The Bank of England leads the design phase, translating strategy into a concrete framework.

"Money and payments are at the heart of the Bank's monetary and financial stability role," Breeden stated, underscoring the central bank's commitment.

This work is overseen by the Retail Payments Infrastructure Board (RPIB), comprising banks, fintechs, and merchants.

A new industry-led Delivery Company will then procure and build the infrastructure.

This comprehensive approach aims to deliver three key enhancements: enabling direct account-to-account payments in-store and online, facilitating the seamless exchange of traditional and tokenised money, and improving the speed and cost-efficiency of cross-border retail payments.

Beyond cards: International and digital frontiers

The UK's retail payments have seen improvements, notably with the 2008 launch of Faster Payments.

However, international systems like India's UPI and Brazil's Pix now offer direct account-to-account payments, a functionality the UK seeks to emulate.

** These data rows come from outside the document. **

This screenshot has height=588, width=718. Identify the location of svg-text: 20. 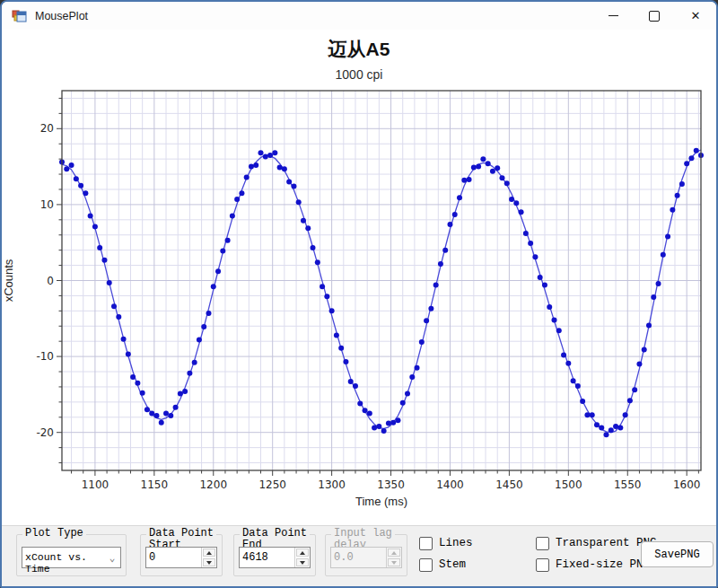
(47, 128).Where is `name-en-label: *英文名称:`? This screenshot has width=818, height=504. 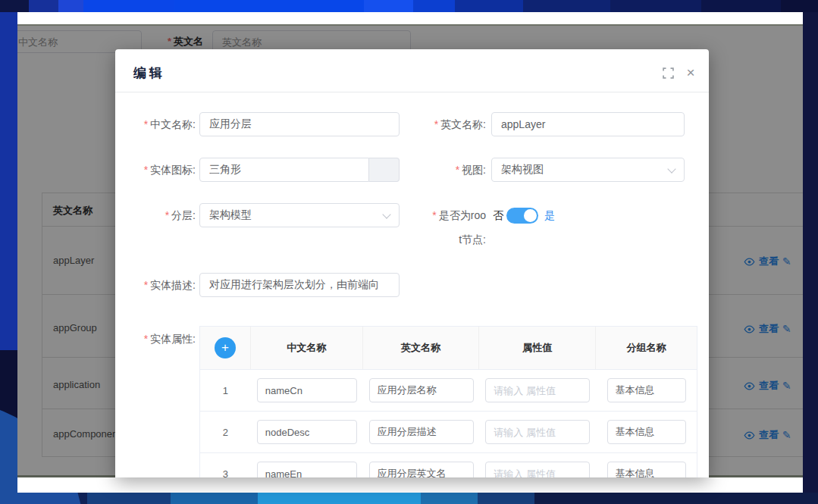 name-en-label: *英文名称: is located at coordinates (446, 124).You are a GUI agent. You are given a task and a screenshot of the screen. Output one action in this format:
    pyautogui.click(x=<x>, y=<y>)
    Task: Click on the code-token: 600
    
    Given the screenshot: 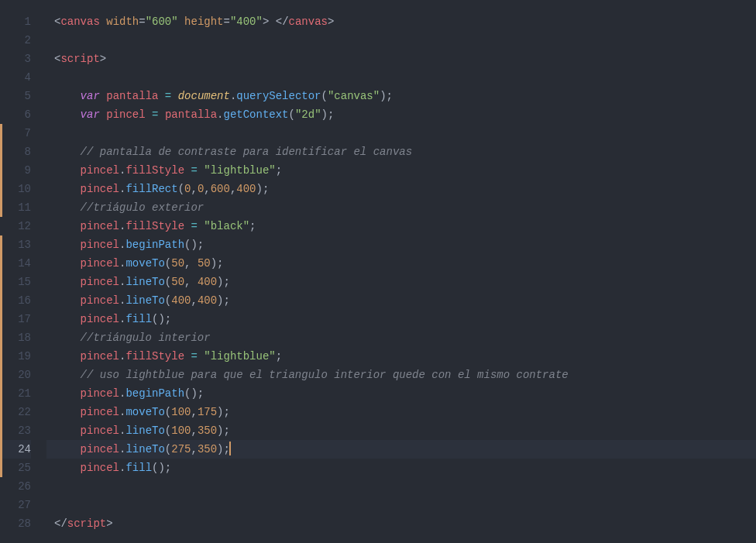 What is the action you would take?
    pyautogui.click(x=220, y=189)
    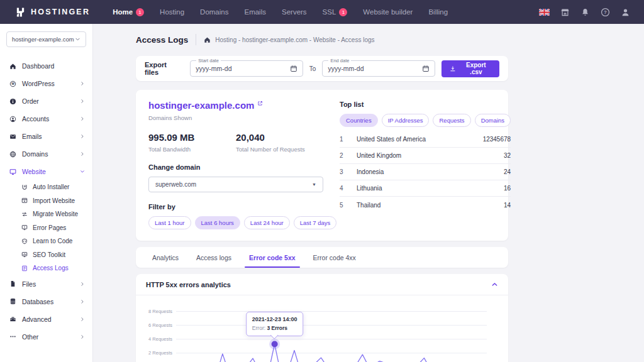  I want to click on top-list-tab: Domains, so click(493, 121).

Technologically, tokenisation and distributed ledger technology are opening new avenues for customisable and automated payments, essential for a digital economy.

The Bank of England aims for a "multi-money" ecosystem, allowing seamless exchange between traditional and tokenised bank deposits, systemic stablecoins, and potentially a digital pound.

This interoperability, settling safely in central bank money via RTGS, is crucial for competition and innovation.

A necessary leap for digital finance

The speech outlines a comprehensive and forward-looking strategy that addresses critical gaps in the UK's payment landscape.

While ambitious, the focus on interoperability and central bank money settlement is key to ensuring stability amidst rapid innovation.

Success hinges on effective collaboration between authorities and industry to deliver these complex changes without stifling private sector creativity.